Ever longing for and valuing relationship with his creation, God continues to call us out of darkness and into light, out of injustice and into mercy, out of violence and into peace. God calls us into love, into compassion, into caring for each other. 

Historically, people don’t leave their places of origin just for fun. There are reasons we leave—food shortages, drought, unemployment, violence, war, and more provoke us to pick up our stuff and look for the whiff of an opportunity to make a better life somewhere else. Whether those journeys are by necessity or by choice, they are always with the purpose of greater unity and fulfillment. 

When God says to us, “Go,” it is for our own good, a greater good than we can even imagine. It’s what drove Abram to follow God away from his country of origin. It’s what empowered Moses to keep leading his people through the wilderness for forty years before arriving just beyond the Promised Land. It’s what prompted Joseph to usher his young family to Egypt to flee from the Massacre of the Innocents. It’s what led Jesus into the desert for forty days and nights, tempered and readied for the ministry that awaited him. It’s what compelled the disciples to teach and preach the Good News of God’s love beyond their small circles.

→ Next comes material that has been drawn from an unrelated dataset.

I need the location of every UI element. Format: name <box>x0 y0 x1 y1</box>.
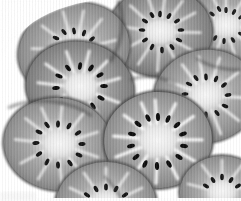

Whether people have fled their homeland because of threats to their very lives or simply lifted up their roots to find fresh opportunities in foreign cities, God calls his people to care for foreigners in foreign lands, to be hospitable and make a way for life to triumph. 

God is calling us to follow, trust, and love, in animal and human migrations both.
Incredible Animal Journeys is available now on Disney+.